Visceral Fat: How much is too much?
Your body is made up of muscle, bone, and fat. For now, let us focus on the fat.
There’s fat you can pinch and fat you cannot. The fat you can pinch may be found on your arms or face. The second kind is far more dangerous.
It’s called visceral fat.
This fat wraps itself around your organs. Your liver, pancreas, and intestines. You can’t see it. You may not even feel it. But it quietly changes the chemistry of your body every single day.
How much is too much?
If your waist is more than 90 cm for men or 80 cm for women, chances are you’re carrying too much visceral fat.
If you really wanted to understand how much you had, you would need a DEXA scan or MRI. Still, a bulging belly, especially one that feels firm and deep, is often a strong clue.
So what does it do?
Visceral fat is made up of living cells. These cells releases inflammatory signals, hormones, and fatty acids directly into the liver.
This disrupts insulin sensitivity, increases blood sugar, raises triglycerides, and thickens your arteries.
It doesn’t just sit there. It fuels diabetes, heart disease, cancer, Alzheimer’s and speeds up aging.
And here’s the twist. You can be thin and still have high visceral fat. This is why some people with normal BMI suffer from lifestyle diseases. It is called skinny fat.
How can you reduce it?
Not by starving yourself. And certainly not by doing crunches.
The key is to improve metabolic flexibility. Your ability to switch between burning carbs and fat.
Long walks, swimming or cycling help. Fasting, for over sixteen hours a day, helps. Eating low-glycemic, whole foods. Sleeping well.
Of course, breathing slowly, which restores the sense of calm, which in turn regulates energy.
Visceral fat is not the problem. It is just a signal that your body is out of balance.
Return to balance, and the fat disappears. Quietly. Just like it came.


An exact copy of all the data below is needed, without its pictures.

[Records from a data collection]
######
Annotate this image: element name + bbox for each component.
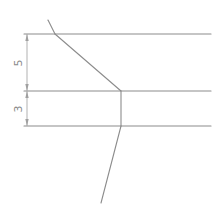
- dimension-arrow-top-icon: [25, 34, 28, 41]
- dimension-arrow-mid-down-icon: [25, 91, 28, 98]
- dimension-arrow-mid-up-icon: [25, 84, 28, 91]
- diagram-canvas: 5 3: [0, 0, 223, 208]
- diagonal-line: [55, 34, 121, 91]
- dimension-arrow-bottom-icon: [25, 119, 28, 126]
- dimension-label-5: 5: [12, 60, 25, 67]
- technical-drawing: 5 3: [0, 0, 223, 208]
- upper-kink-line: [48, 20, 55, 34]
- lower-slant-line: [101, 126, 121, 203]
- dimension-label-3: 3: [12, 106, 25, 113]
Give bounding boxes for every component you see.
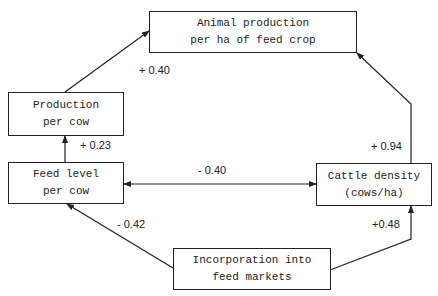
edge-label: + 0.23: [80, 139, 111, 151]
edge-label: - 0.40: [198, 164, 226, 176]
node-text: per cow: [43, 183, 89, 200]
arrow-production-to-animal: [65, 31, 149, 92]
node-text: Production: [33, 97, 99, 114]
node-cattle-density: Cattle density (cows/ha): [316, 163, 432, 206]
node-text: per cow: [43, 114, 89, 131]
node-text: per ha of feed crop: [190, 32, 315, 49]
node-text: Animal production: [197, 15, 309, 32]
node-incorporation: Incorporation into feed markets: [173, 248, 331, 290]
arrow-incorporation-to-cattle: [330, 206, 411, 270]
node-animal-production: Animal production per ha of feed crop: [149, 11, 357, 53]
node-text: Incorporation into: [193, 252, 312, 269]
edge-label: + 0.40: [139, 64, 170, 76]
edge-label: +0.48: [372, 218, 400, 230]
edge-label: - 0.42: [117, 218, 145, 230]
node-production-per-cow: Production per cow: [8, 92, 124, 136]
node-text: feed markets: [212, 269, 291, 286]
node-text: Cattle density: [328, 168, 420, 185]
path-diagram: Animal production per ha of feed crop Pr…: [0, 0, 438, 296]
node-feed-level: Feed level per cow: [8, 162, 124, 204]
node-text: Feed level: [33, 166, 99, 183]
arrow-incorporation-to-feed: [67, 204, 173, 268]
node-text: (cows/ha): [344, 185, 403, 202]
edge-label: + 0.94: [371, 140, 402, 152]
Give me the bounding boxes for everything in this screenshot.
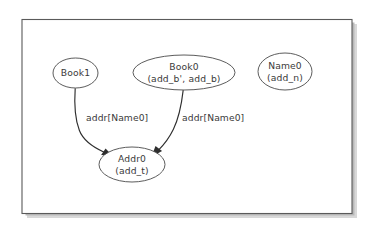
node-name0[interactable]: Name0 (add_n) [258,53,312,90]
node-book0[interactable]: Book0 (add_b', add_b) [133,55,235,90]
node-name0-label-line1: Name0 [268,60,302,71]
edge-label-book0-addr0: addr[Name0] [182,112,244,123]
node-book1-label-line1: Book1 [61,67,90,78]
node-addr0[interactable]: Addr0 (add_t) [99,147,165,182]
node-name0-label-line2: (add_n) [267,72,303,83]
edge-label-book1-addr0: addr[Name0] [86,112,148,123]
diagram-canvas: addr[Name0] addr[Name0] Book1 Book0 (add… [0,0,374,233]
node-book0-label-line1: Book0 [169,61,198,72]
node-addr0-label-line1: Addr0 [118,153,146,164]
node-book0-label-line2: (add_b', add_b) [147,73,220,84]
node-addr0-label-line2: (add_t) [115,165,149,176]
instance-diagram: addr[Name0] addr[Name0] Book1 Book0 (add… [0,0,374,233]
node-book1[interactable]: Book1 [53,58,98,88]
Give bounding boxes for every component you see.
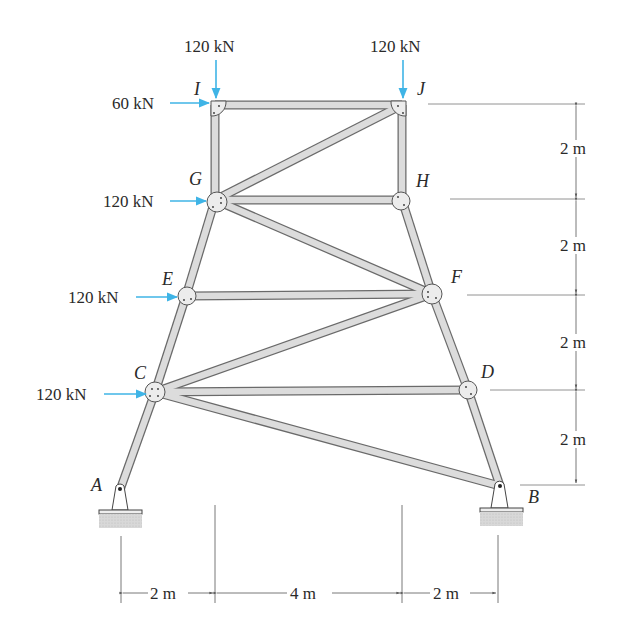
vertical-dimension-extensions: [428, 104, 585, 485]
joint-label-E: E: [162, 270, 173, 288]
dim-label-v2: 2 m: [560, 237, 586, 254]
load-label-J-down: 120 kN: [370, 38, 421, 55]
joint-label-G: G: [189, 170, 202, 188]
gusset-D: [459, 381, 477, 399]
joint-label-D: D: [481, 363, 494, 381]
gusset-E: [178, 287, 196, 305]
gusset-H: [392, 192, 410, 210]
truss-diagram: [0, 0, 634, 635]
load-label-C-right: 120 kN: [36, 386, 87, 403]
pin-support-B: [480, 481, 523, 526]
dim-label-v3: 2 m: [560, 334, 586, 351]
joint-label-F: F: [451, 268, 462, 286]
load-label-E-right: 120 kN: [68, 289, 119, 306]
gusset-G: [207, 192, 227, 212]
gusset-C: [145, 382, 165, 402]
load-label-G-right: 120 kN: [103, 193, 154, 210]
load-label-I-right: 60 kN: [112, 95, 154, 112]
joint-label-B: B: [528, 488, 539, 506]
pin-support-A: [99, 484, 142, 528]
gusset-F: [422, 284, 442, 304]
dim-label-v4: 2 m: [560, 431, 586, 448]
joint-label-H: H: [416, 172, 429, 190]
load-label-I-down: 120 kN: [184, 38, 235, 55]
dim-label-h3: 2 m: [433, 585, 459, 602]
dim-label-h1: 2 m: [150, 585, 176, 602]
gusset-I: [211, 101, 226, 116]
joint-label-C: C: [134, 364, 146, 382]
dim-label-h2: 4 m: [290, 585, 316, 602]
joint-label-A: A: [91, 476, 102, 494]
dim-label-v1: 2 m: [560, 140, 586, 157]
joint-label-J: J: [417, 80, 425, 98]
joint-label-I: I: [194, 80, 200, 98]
######
_Task solution_
Annotate this image: element name + bbox for each component.
- dimension-arrow-top-icon: [25, 34, 28, 41]
- dimension-arrow-mid-down-icon: [25, 91, 28, 98]
- dimension-arrow-mid-up-icon: [25, 84, 28, 91]
- diagram-canvas: 5 3: [0, 0, 223, 208]
- diagonal-line: [55, 34, 121, 91]
- dimension-arrow-bottom-icon: [25, 119, 28, 126]
- dimension-label-5: 5: [12, 60, 25, 67]
- technical-drawing: 5 3: [0, 0, 223, 208]
- upper-kink-line: [48, 20, 55, 34]
- lower-slant-line: [101, 126, 121, 203]
- dimension-label-3: 3: [12, 106, 25, 113]
Give bounding boxes for every component you see.
edge-label: + 0.23: [80, 139, 111, 151]
edge-label: - 0.40: [198, 164, 226, 176]
node-text: per cow: [43, 183, 89, 200]
arrow-production-to-animal: [65, 31, 149, 92]
node-text: Production: [33, 97, 99, 114]
node-cattle-density: Cattle density (cows/ha): [316, 163, 432, 206]
node-text: per cow: [43, 114, 89, 131]
node-text: per ha of feed crop: [190, 32, 315, 49]
node-text: Animal production: [197, 15, 309, 32]
node-incorporation: Incorporation into feed markets: [173, 248, 331, 290]
arrow-incorporation-to-cattle: [330, 206, 411, 270]
node-animal-production: Animal production per ha of feed crop: [149, 11, 357, 53]
node-text: Incorporation into: [193, 252, 312, 269]
edge-label: + 0.40: [139, 64, 170, 76]
edge-label: +0.48: [372, 218, 400, 230]
edge-label: - 0.42: [117, 218, 145, 230]
node-production-per-cow: Production per cow: [8, 92, 124, 136]
node-text: feed markets: [212, 269, 291, 286]
node-text: Cattle density: [328, 168, 420, 185]
path-diagram: Animal production per ha of feed crop Pr…: [0, 0, 438, 296]
node-feed-level: Feed level per cow: [8, 162, 124, 204]
node-text: Feed level: [33, 166, 99, 183]
arrow-incorporation-to-feed: [67, 204, 173, 268]
node-text: (cows/ha): [344, 185, 403, 202]
edge-label: + 0.94: [371, 140, 402, 152]
Give me the bounding boxes for everything in this screenshot.
node-name0[interactable]: Name0 (add_n) [258,53,312,90]
node-book0[interactable]: Book0 (add_b', add_b) [133,55,235,90]
node-name0-label-line1: Name0 [268,60,302,71]
edge-label-book0-addr0: addr[Name0] [182,112,244,123]
node-book1-label-line1: Book1 [61,67,90,78]
node-addr0[interactable]: Addr0 (add_t) [99,147,165,182]
node-name0-label-line2: (add_n) [267,72,303,83]
edge-label-book1-addr0: addr[Name0] [86,112,148,123]
diagram-canvas: addr[Name0] addr[Name0] Book1 Book0 (add… [0,0,374,233]
node-book0-label-line1: Book0 [169,61,198,72]
node-addr0-label-line1: Addr0 [118,153,146,164]
node-book0-label-line2: (add_b', add_b) [147,73,220,84]
node-addr0-label-line2: (add_t) [115,165,149,176]
instance-diagram: addr[Name0] addr[Name0] Book1 Book0 (add… [0,0,374,233]
node-book1[interactable]: Book1 [53,58,98,88]
Give bounding boxes for every component you see.
vertical-dimension-extensions: [428, 104, 585, 485]
joint-label-E: E: [162, 270, 173, 288]
dim-label-v2: 2 m: [560, 237, 586, 254]
load-label-J-down: 120 kN: [370, 38, 421, 55]
joint-label-G: G: [189, 170, 202, 188]
gusset-D: [459, 381, 477, 399]
joint-label-D: D: [481, 363, 494, 381]
gusset-E: [178, 287, 196, 305]
gusset-H: [392, 192, 410, 210]
truss-diagram: [0, 0, 634, 635]
load-label-C-right: 120 kN: [36, 386, 87, 403]
pin-support-B: [480, 481, 523, 526]
dim-label-v3: 2 m: [560, 334, 586, 351]
joint-label-F: F: [451, 268, 462, 286]
load-label-E-right: 120 kN: [68, 289, 119, 306]
gusset-G: [207, 192, 227, 212]
gusset-C: [145, 382, 165, 402]
load-label-G-right: 120 kN: [103, 193, 154, 210]
load-label-I-right: 60 kN: [112, 95, 154, 112]
joint-label-B: B: [528, 488, 539, 506]
pin-support-A: [99, 484, 142, 528]
gusset-F: [422, 284, 442, 304]
dim-label-v4: 2 m: [560, 431, 586, 448]
joint-label-H: H: [416, 172, 429, 190]
load-label-I-down: 120 kN: [184, 38, 235, 55]
dim-label-h3: 2 m: [433, 585, 459, 602]
dim-label-h1: 2 m: [150, 585, 176, 602]
gusset-I: [211, 101, 226, 116]
joint-label-C: C: [134, 364, 146, 382]
dim-label-h2: 4 m: [290, 585, 316, 602]
joint-label-A: A: [91, 476, 102, 494]
dim-label-v1: 2 m: [560, 140, 586, 157]
joint-label-J: J: [417, 80, 425, 98]
joint-label-I: I: [194, 80, 200, 98]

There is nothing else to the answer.